Lawyers Are Paying Real Money for Fake Citations
A Nebraska Supreme Court just suspended an attorney after his brief contained 57 defective citations out of 63. Twenty of those were pure hallucinations, citations to cases that flat out don't exist.
This is not an isolated incident. U.S. courts handed out at least $145,000 in sanctions against attorneys for AI citation errors in just the first quarter of 2026. That's a bad quarter to be lazy with your research tool.
Look, I get it. These tools feel authoritative. They write in full sentences, sound confident, and give you exactly what you asked for. That's the problem. A tool that always sounds right, even when it's wrong, is dangerous in a courtroom. Verify your citations. Every single one. This is not optional.
Wall Street AI Still Can't Write a Client Email
A new benchmark tested the top models, including GPT-5.4 and Claude Opus 4.6, on tasks that junior investment bankers handle every day. The result? Not a single AI output was rated as ready to send to a client.

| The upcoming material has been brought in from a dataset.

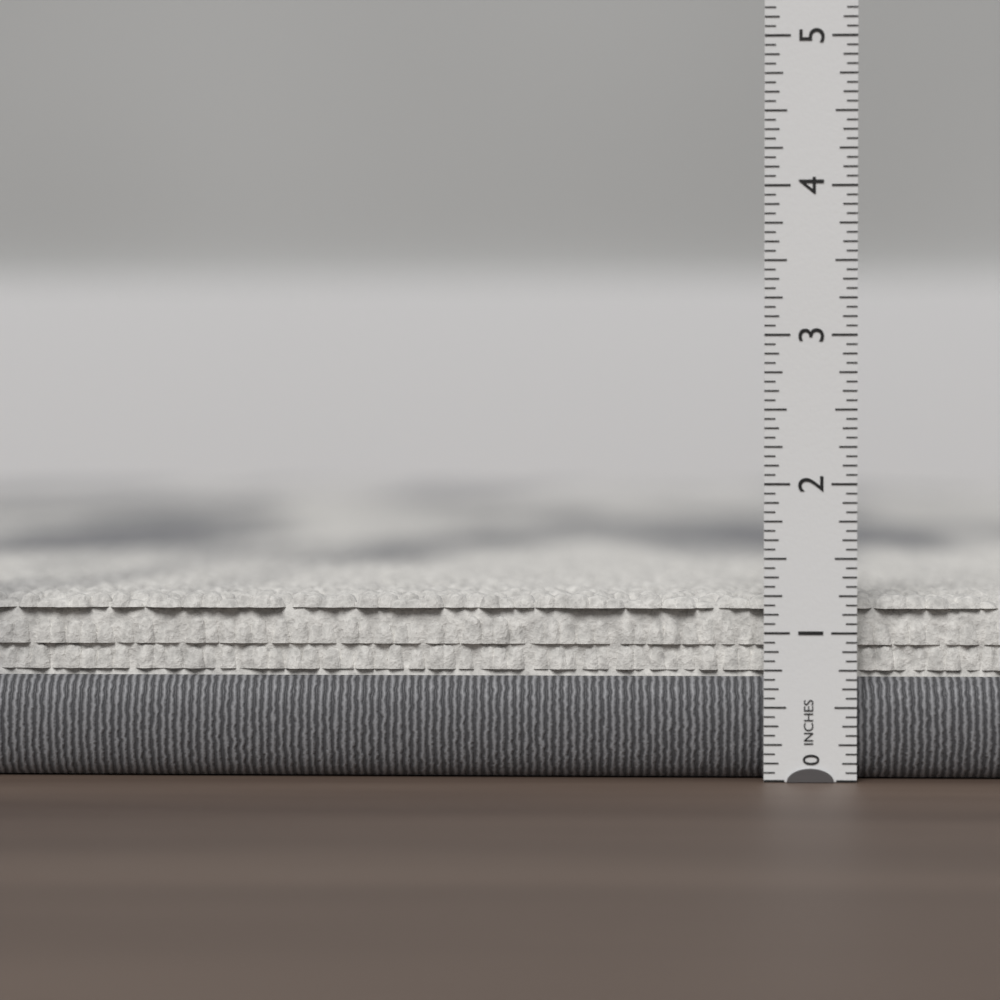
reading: 1.2500 in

That's a remarkable finding given how capable these models are on standard benchmarks. The gap between "impressive demo" and "professional output I'd put my name on" is still real, and it's especially real in finance where precision and context matter enormously.
This is actually useful data. It tells you what AI is good at right now, which is drafting and acceleration, not final delivery. Use it to get 80% of the way there fast, then apply your own judgment to close the gap. Don't hand the wheel over entirely.

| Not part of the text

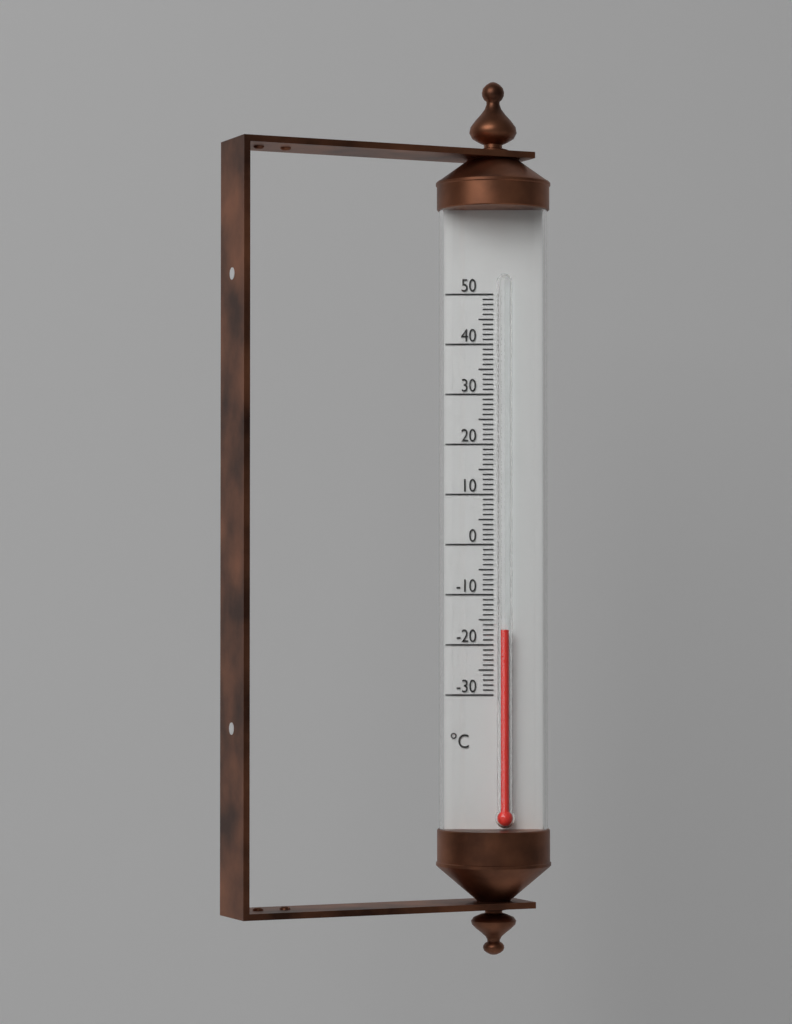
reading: -17 °C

xAI Drops a Voice Model and Flexes on the Competition
xAI launched a new flagship voice model this week that reportedly outperforms Gemini, GPT Realtime, and its own predecessor across retail, airline, and telecom workflow tests.
Voice AI is the sleeper category right now. Text interfaces get all the press, but if you're running customer support or any phone-based workflow, the quality of voice models matters a lot. xAI clearly thinks this is worth competing hard in.
The voice space is moving fast and the delta between the best and worst models is enormous when real customers are on the line. Results are what count, not benchmark charts.
GPT-5.5 Says Forget Your Old Prompts
OpenAI advised developers this week to not carry over old prompts when moving to GPT-5.5. Their recommendation is to start minimal and from scratch. Role definitions that some folks had dropped are apparently making a comeback too.
This is a real headache if you have a production system built on carefully tuned prompts. Each model generation changes the behavior enough that your old instructions can actually work against you.
Treat each major model upgrade like a new hire. You wouldn't hand a new employee a manual written for someone else and call it done. Start with what you need, watch how the model behaves, and build from there.